While Knope goes on the feminist warpath, Ron, April, and Andy go on a significantly less superficial quest. They are searching for an old house key of Ron’s that April lost while she was his assistant. Let’s ignore the reason for this quest because it proves itself to be completely pointless (Ron asks for this key even though he knows he changes keys every 16 days). Let’s just enjoy the result of this silly request: a scavenger hunt, created by April when she was high after her wisdom teeth surgery.

Ron Swanson loves little in this world as much as he likes an intricate and complicated series of riddles. He, April and Andy dash all over City Hall, tracing April’s steps of years ago. Part of the pleasure of this is getting to see Ron Swanson, who over the run of Parks and Rec has become the caricature/pinnacle of stoic manhood, dashing about giddy as the proverbial schoolgirl. His giggles are charming, as his enthusiasm for solving the unsolvable. Even the gun-toting, whiskey-sipping, meat-devouring Swanson can find the eager child within himself.

While they are initially stymied in their search for the key, our hunters do discover that—whoaaaa—April had a monster crush on Andy. Ron and April share a whiskey, and Ron shares that he trusts and admires the sullen former intern he has mentored. The location of the key does come to them, and April shares her second heartfelt moment, letting Ron know how much he means to her. Leslie and Ron have, in many ways, been April’s surrogate parents, guiding her from an uncaring intern to motivated, competent adult. It’s heartstring-twanging to hear Our Lady of Irony and Apathy tell these two how important they’ve been in her life. (Now, let’s all stop being garbage people and go tell our parental figures how much we love and respect them.)

In the C-plot, Donna and Garry spend a charming afternoon and evening together after Garry drops his wedding ring, his keys, and then his backup wedding ring down a grate. Chris Pratt’s physical comedy gets a lot of very warranted praise on this show, but don’t sleep on Jim O’Heir and his talent for landing Garry’s schlemiel moments. The moment the backup ring falls exactly where you know it’s going to fall is perfect. This accident spawns hours of the pair reminiscing about the good old days in the Parks Department over takeout and bottles of wine. Donna continues her run of being awesome, showing up at his door with all of Garry’s lost property and officially declaring that they are buddies.

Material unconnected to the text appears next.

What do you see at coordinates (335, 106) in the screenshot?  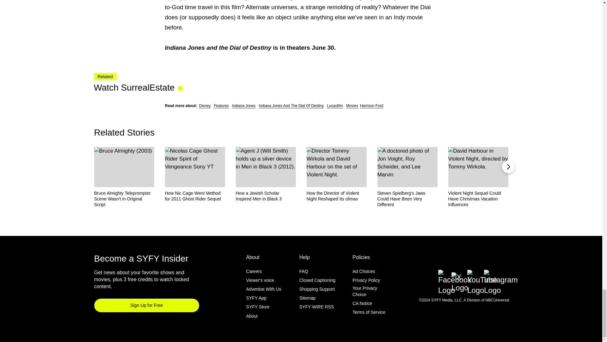 I see `Lucasfilm` at bounding box center [335, 106].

This episode is also a bit of a carousel to highlight some favorite Pawnee nutbars. Ultra-conservative couple Marcia and Marshall Langdon appear to denounce Leslie, per usual. Pawnee’s premiere porn star Brandi Maxxx appears to offer her thoroughly unwanted support of Leslie, per usual. The stoners formerly of the Animal Control squad (two of my favorites) are definitely not living in the basement of City Hall. Councilman Milton is definitely still ancient and racist, even if he’s gotten a new ‘do.

Notes and Jokes:

  • Leslie’s Talk Likes: Shop, Pillow, Girl, Real, and TED.
  • 69 Jump Street seems too easy, but I would rather see 50 Shaved Old Gays than the actual film.
  • No, You’re Wrong is a refreshingly honest title for a talk show.
  • Please, please, feminist chefs of the world, create The Feminist Mesquite.
  • Jen Barkley’s poncho is on point. As is her policy of taking three tequila shots before entering the Knope-Wyatt home. I am instituting both these protocols when my friends begin to have children.
  • This is the second Woman of the Year award Leslie has lost to a man she’s close with.

Life in 2017: No particular glimpses into the future this episode.